Due to the inability of countries to participate in the gold standard currency peg system:
1. Reducing the exchange rates in times of inflation to restore external competitiveness. On the contrary, the automatic treatment for inflation was the decrease in domestic demand as a result of the decline in gold stocks.

2. And its inability to print banknotes except in the presence of a gold cover…

The stability of the regime from 1870 to 1914 depended on political stability within each state and between states.

The relationship is very direct

In times of war, a large part of the state’s gold reserves is depleted to finance military spending. With the stock nearly running out, the governments of countries put pressure on the central banks to print banknotes in quantities that exceed the gold cover making it difficult to maintain the fixed exchange rate.

This is what happened with the outbreak of war in 1914, especially in the European countries where the war began.

As America remained neutral until 1917, gold flowed from Europe (the conflict countries) to the United States of America (the stable country), and America was able to maintain the gold peg system during most of the twenties despite the restrictions on the export of gold.

After America was a country indebted to the United Kingdom with huge quantities of gold in return for importing goods before the war, America became a creditor country, considering it to lend huge quantities of gold to its allies in Europe, led by the United Kingdom.
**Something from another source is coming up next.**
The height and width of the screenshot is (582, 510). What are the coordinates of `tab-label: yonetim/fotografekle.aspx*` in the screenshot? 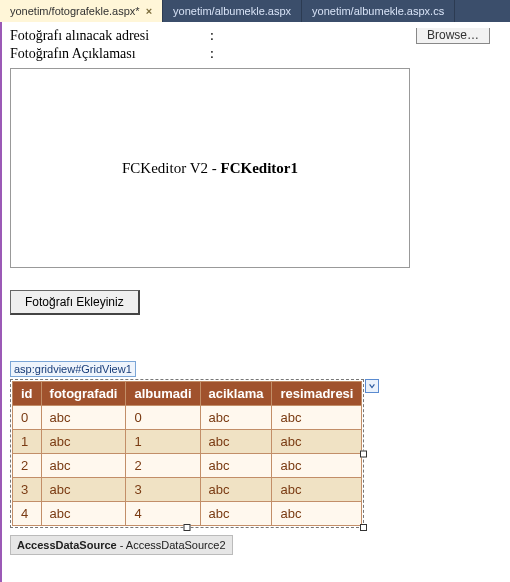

After the end of the war in 1918, the superpowers within the system were divided into three sections:
1. The United States possesses a huge stock of gold, which helped a large growth in the money supply and support economic activity during the twenties, a period known as the Roaring 20s that unfortunately ended in the Great Depression.

2. The United Kingdom has a large debt repayable to America in the form of gold, which eventually pushed it to reduce the exchange rate against the dollar in 1931. It was assumed that the United Kingdom would be able to pay these debts if Germany could pay the war reparations to it.

3. Finally, Germany after the war was a country burdened with huge reparations to the victorious countries in the war (war reparations), and these payments led to the depletion of its stock of gold. As the pressure escalated, the Bundesbank was forced to print huge amounts of banknotes, causing one of the classics of hyperinflation during the 1920s.

Important lesson
From 1914 until the emergence of a new world order in 1944, the intense conflict between:

1. Stability of foreign transactions on the one hand by fixing currencies to gold and to each other

2. The stability of the internal economy, on the other hand, fluctuates sharply between a great depression in times of gold scarcity (because it leads to restrictions on printing banknotes) and prosperity in times of gold abundance.

Quite simply, the internal economy became at the mercy of the sharp fluctuation in the movement of gold between countries after the war. Whenever gold settled in a country, the state was able to increase the money supply and revive the economy and vice versa.